SAN DIEGO (CN) – President Donald Trump hasn’t seen the last of the federal judge who oversaw the years-long Trump University class actions, as the judge has been assigned to the high-profile lawsuit filed this week by the first ‘dreamer’ deported by the Trump administration.

U.S. District Judge Gonzalo Curiel was thrust into then-presidential candidate Trump’s election campaign last summer when Trump said the Southern District of California judge could not fairly oversee the Trump University litigation because he is of Mexican descent, and Trump had made campaign pledges to build a wall along the U.S.-Mexico border and deport undocumented immigrants.

The judge was born in Indiana and spent years prosecuting drug-trafficking cases against Mexican cartel members as an assistant U.S. attorney.

Curiel approved the $25 million Trump University settlement last month, marking the end of the road for the case which was closely watched during Trump’s campaign bid. The president agreed to the settlement just days after he was elected and a week before the first trial against his former real estate school was set to begin.

But that isn’t the last Trump will see of Curiel, who’s been assigned to preside over a Freedom of Information Act lawsuit filed Tuesday in San Diego by 23-year-old Juan Manuel Montes Bojorquez.

Montes who arrived in the United States as a child and was granted deferred action and employment authorization under the Deferred Action for Childhood Arrivals program, or DACA.

People who qualify for such protection are known as dreamers, a nod to the pursuit of the American Dream.

Montes has been granted DACA status twice, with his most recent status and work permit expiring in 2018.

The dreamer claims he was wrongfully deported twice in February from the border town of Calexico, California, and was not given a reason why.

He never saw an immigration judge or attorney prior to being deported in the middle of the night on Feb. 17-18, according to the lawsuit.

Montes was apprehended a second time on Feb. 20 while trying to cross the border after his initial deportation, according to his lawsuit.

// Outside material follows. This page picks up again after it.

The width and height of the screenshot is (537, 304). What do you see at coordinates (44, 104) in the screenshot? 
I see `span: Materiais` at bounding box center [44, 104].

He claims he was again deported without being given any copies of the documents he was made to sign, and says he was not given any legal justification for his deportation despite his valid DACA status.

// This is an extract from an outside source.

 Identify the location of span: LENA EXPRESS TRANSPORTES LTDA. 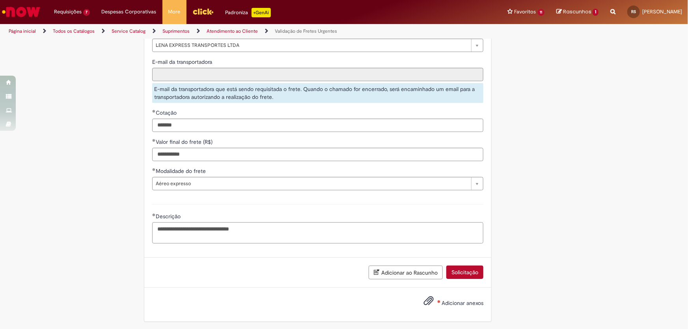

His lawsuit requests records related to his deportation, which Montes’ attorneys say Customs and Border Protection have failed to provide.

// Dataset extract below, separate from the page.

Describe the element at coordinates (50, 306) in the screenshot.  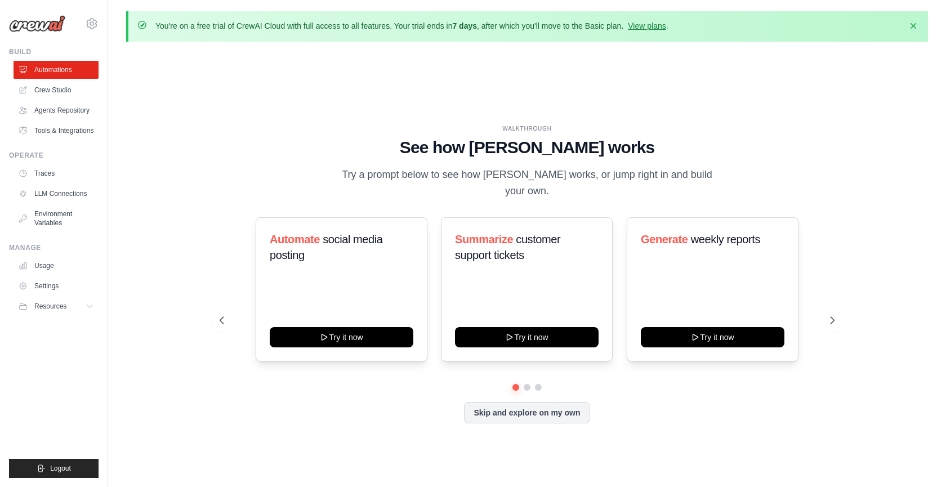
I see `span: Resources` at that location.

The Department of Homeland Security reversed course from initial statements it made when the case was filed. The agency said Tuesday that Montes had not renewed his DACA status in 2015 so he could work legally in the United States.

But on Wednesday, officials said Montes had in fact renewed his DACA status that year and it was eligible through 2018.

The agency dispute Montes had been deported more than once, though, suggesting he may have gone to Mexico on his own and was apprehended and deported while trying to re-enter the United States.

DACA rules prevent those protected under the law from leaving the country without advance permission from the government. If Montes had gone to Mexico on his own, that would have invalidated his DACA status, according to Homeland Security.

No court hearings have been set in the case.